If you're connecting to a host on a port < 1024, then you know a SysAdmin must have set it up, and it must be trustworthy. It was a simpler time.
This is kind of an odd article to me. The point that podman may provide better isolation that Docker is made, but copy fail part focuses on the sample exploit (that overwrote su) which is not super applicable to containerised environments, and not the general effect of exploiting the vulnerability, which is to allow the user to overwrite a file that they should only have read-only access to.
https://github.com/Percivalll/Copy-Fail-CVE-2026-31431-Kuber... - This PoC has a good example of how Copy Fail might have an impact in a container based environment, it's exploiting the shared layers in a pair of container images, to overwrite a file in one image based on the running of an exploit in another.
Whilst I've not directly tested podman for that kind of attack, I'd be a bit surprised if it stopped it, given how this vuln works.
Thanks for the link. I tried the copyfail PoC in rootless podman yesterday and it didn't work, but I hadn't dug into it yet. This is great info.
I've had claude knock up a basic podman PoC, that seems to work ok https://github.com/raesene/vuln_pocs/tree/main/CVE-2026-3143... . It just uses a read-only mount and then demonstrates overwriting that read-only file.
Key point for testing exploitability is kernel version, package versions (in case they ship a patch) and loaded kernel modules. Some stripped down environments don't have the relevant modules available.
I just don't trust the Linux kernel to effectively isolate processes anymore. Don't care if you're using user namespaces, seccomp, etc. There will be a bug.

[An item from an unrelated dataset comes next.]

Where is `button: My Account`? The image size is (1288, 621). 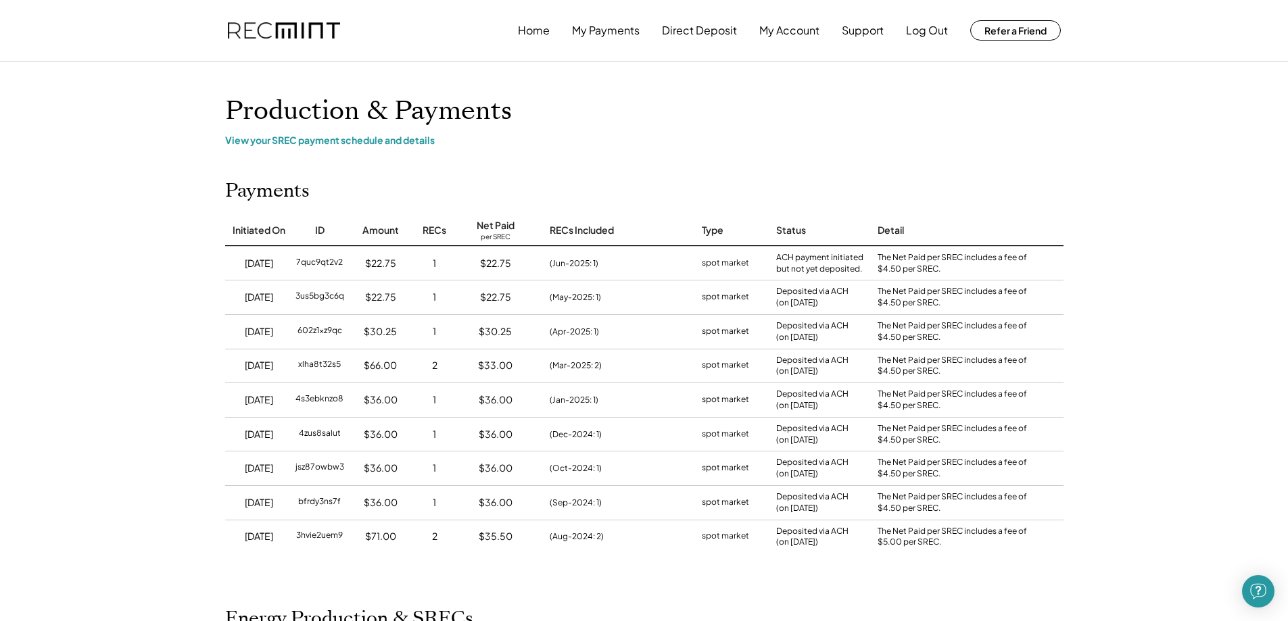 button: My Account is located at coordinates (789, 30).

Time for Micro VMs, they're a stronger security boundary (not perfect, stronger)
You can't really do anything useful with a VM either unless you start punching holes in those boundaries.
I didn't say run in an air-gapped VM... Just as a means to better isolate the workloads I have running (some less trusted than others). Network connectivity and the associated vulnerabilities obviously remain.
No argument against VMs - just that they have a different risk profile and a different set of trade-offs than containers. They're not a silver bullet, but if they're working for you, then go for it.
While the sample exploit does not breakout of the container, with memory corruption everything is still on the table, those missing caps can be added back, no new privs can be unset, etc. It just not as straightforward as patching su.